The first Jesuit martyr in China takes an oath renouncing the practice of the Chinese rites

Henriques, António José, Portuguese Jesuit missionary and martyr in China (1707-1748). Autograph document signed. Co-signed by the Chinese Jesuit Manuel de Moraes.

Zhenjiang, 25. VI. 1744.

8vo. 1 p. In Latin.

 8,500.00

An oath renouncing the practice of the Chinese rites, taken by the prominent Portuguese Jesuit as required by the Papal Bull "Ex Quo Singulari" (1742). The oath was sworn on the Bible, and a form signed in one's own hand ("manu propria") had to be produced as evidence. Depending on the availability, most of these documents are co-signed by church officials, senior friars, or equals as witnesses to an oath sworn in their presence ("in manibus meis"), in this case the Macau-born Chinese Jesuit Manuel de Moraes (1711-54).

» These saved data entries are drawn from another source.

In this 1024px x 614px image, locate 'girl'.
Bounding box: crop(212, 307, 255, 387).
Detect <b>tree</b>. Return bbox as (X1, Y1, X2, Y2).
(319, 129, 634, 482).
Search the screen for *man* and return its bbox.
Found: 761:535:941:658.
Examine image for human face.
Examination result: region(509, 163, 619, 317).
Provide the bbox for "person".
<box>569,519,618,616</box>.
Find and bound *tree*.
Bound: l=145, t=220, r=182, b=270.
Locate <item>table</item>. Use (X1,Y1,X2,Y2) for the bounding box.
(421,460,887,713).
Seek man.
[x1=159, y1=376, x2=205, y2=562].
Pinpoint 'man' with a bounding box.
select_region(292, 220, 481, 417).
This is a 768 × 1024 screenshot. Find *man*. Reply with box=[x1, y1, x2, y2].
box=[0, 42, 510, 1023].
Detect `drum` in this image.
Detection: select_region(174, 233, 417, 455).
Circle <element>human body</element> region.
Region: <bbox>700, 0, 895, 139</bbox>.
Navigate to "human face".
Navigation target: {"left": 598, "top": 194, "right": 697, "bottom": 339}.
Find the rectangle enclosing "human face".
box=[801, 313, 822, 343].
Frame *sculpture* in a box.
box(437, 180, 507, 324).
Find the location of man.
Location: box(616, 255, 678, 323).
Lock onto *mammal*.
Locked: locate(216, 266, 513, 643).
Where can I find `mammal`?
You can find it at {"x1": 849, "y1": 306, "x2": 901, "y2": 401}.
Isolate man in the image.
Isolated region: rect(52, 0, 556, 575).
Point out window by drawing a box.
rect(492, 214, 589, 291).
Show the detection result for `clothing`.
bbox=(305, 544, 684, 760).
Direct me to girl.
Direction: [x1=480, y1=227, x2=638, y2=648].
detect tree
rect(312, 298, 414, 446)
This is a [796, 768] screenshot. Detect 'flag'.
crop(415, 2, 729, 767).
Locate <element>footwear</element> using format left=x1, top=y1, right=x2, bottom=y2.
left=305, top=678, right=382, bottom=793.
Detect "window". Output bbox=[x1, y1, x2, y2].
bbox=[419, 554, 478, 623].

António José Henriques is best known today as the first Jesuit martyr in China along with Tristano Francesco d'Attimis. In his previous vocation as a diplomat, Henriques accompanied the Portuguese ambassador Alexandre Metelo de Sousa e Meneses on his 1726/27 mission to China that was received by the Yongzheng Emperor in Beijing. Henriques chose to stay in China as a missionary and entered the Jesuit novitiate in Macau in 1727. After studies at the Jesuit college in Manila, Henriques returned to Macau in 1736 and was subsequently sent to join the mission in Nanjing. In 1744 the bishop of Beijing, Polycarpo da Sousa, entrusted Henriques with the succession of Roman Hinderer as Vicar General for the Jiangnan province (today's Jiangsu, Anhui, and Zhenjiang provinces), where he worked alongside Moraes and D'Attimis. In 1747, new orders from Beijing reached the province, starting an even more severe wave of persecution. The hiding places of Henriques and D'Attimis were eventually revealed by converts under duress, and they were arrested in December 1747. Imprisoned in Sozhou, they first received a mild sentence but the trial was repeated on orders of the governor of Nanjing, who was hoping for personal gain from severe punishment of the missionaries. In a long and brutal trial, both men were condemned to death and, after the Emperor's confirmation, executed by strangulation on 12 September 1748.

During the early years of their mission to East Asia, the Jesuits led by Matteo Ricci accommodated Catholicism to Chinese customs and Confucian practice in important ways, both for political reasons and in the hope of attracting more converts. Criticism of this syncretism is as old as the Chinese rites themselves, and Ricci's immediate successor Niccolò Longobardo attempted to change course, which led to his replacement as provincial. When Dominican and Franciscan missionaries entered China, they reported to Rome critically on the Jesuit practices. A first condemnation was decreed by Pope Clement XI in 1704 and confirmed in the 1715 Bull "Ex Illa Die". In reaction to the condemnation, the Kiangxi Emperor, who initially tolerated the Christian missionaries and had especially good relations with the Jesuits, officially forbade Christian missions in China. In 1721, Carlo Ambrosio Mezzabarba, the Latin Patriarch of Alexandria, was sent to Macau and Beijing as a Papal legate. Despite the concession of "eight permissions" regarding the practice of the Chinese rites, officiated in a pastoral letter to the missionaries from 4 November 1721, the Emperor did not revoke the ban. Finally, in "Ex Quo Singulari", Pope Benedict XIV re-affirmed the 1715 Bull and required all missionaries in the region to take the oath renouncing the practice of Chinese rites.

A transcription and translation of the document are available on request.

Condition

Minimal tears and browning.

References

Louis Pfister, Notices biographiques et bibliographiques sur les jésuites de l'ancienne mission de Chine, 1552-1773, Chang-hai, 1932-1934 (Nendeln: Kraus Reprint, 1971), no. 290, pp. 628-630 (Baborier) and no. 331, p. 731 (Moraes).